Seems pretty short term gain for Iran by pissing everybody off.

Because surely the cables can relatively easily be rerouted over land, instead of paying Iran's tolls. Unlike the tankers, the Internet signals do not need to go though the water.

And how would Iran even justify forbidding the cables from going through the part of the strait which is not their territorial waters? The same way Iran "justifies" forbidding ships from doing that? - as in, no real attempt at a moral or legal justification.

[–] funkless_eck@sh.itjust.works 12 points 1 day ago (1 children)

it's war. pissing people off is par for course.

[–] 8oow3291d@feddit.dk 3 points 1 day ago

But Iran would be pissing off everybody - for example China and India. Not just the US.

War is pissing other people off. But does Iran want to be at war with all other countries in the world?

[–] Squizzy@lemmy.world 4 points 1 day ago (1 children)

It would be a huge interruption of service for one and then the huge cost of replacement.

Submarine cables exist because it is superior to land when done on scale.

[–] 8oow3291d@feddit.dk 2 points 1 day ago* (last edited 1 day ago)

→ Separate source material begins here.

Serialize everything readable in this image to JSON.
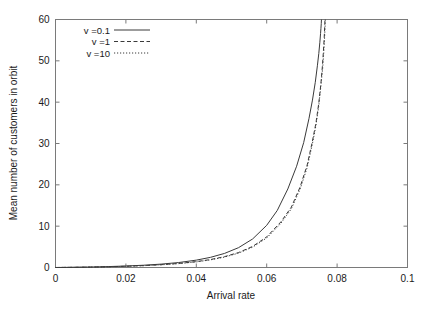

Submarine cables exist because it is superior

Submarine cables are usually cheaper and simpler at intercontinental scale, especially because they avoid negotiating rights-of-way across many countries. But unlike oil tankers, internet traffic is not physically constrained to the Strait of Hormuz itself. Capacity could be rerouted over terrestrial fiber links around the Gulf if the economics changed enough.

The bigger issue would probably be the time, permits, and infrastructure investment needed to build enough alternative land routes. Not any physical impossibility of carrying the signals over land. The cables themselves are likely pretty cheap.

And permits should be quite easy to come by, in the empty desert of the Arabian peninsula.